What This Book Is About
It is 1940, and London is under relentless German bombardment during the Blitz. Twelve-year-old Jakob Novis and his little sister Lina are evacuated from the city and sent to live in a village near Bletchley Park—the top-secret estate where Britain's brightest mathematicians, linguists, and codebreakers are racing to crack Nazi Germany's Enigma code. When the children stumble upon a series of coded puzzles hidden around the estate, they are drawn into a mystery that connects a missing codebreaker, a double agent, and secrets that could change the outcome of the war.
Ruta Sepetys (the bestselling author of Between Shades of Gray and Salt to the Sea) teams up with her brother Steve for a middle-grade adventure that reads like a wartime escape room. Each chapter includes puzzles, ciphers, and codes that readers can solve alongside Jakob and Lina. But beneath the adventure, the novel explores heavier themes: the trauma of displacement, the sacrifices ordinary people make in wartime, and the question of who gets to be called a hero when history is written.

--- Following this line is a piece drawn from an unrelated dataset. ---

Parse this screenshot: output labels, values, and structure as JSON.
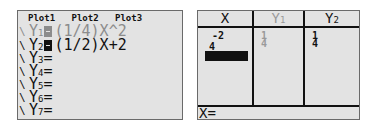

Available at Popular bookstores, Kinokuniya, and the Singapore National Library.
Why UWC Chose This Book
The Bletchley Riddle combines history, STEM, and critical thinking in a way that is perfectly aligned with UWC's interdisciplinary curriculum. The embedded puzzles turn passive reading into active problem-solving, and the codebreaking theme naturally connects to mathematics, logic, and computer science—areas where UWC encourages cross-disciplinary thinking.
The novel also provides a different angle on World War II history. Rather than focusing on battles and generals, it highlights the contributions of civilians, women, and young people who worked behind the scenes. For UWC students who study conflict and peace, this is a powerful reminder that heroism takes many forms, and that the people who change history are not always the ones in the spotlight.
Reading Level Guide
Too challenging at A2. Build up through B1 novels like Holes or Hatchet.
The sweet spot. The puzzle elements help even B1 readers stay engaged.
An easy read at C1 but the puzzles and historical depth keep it rewarding.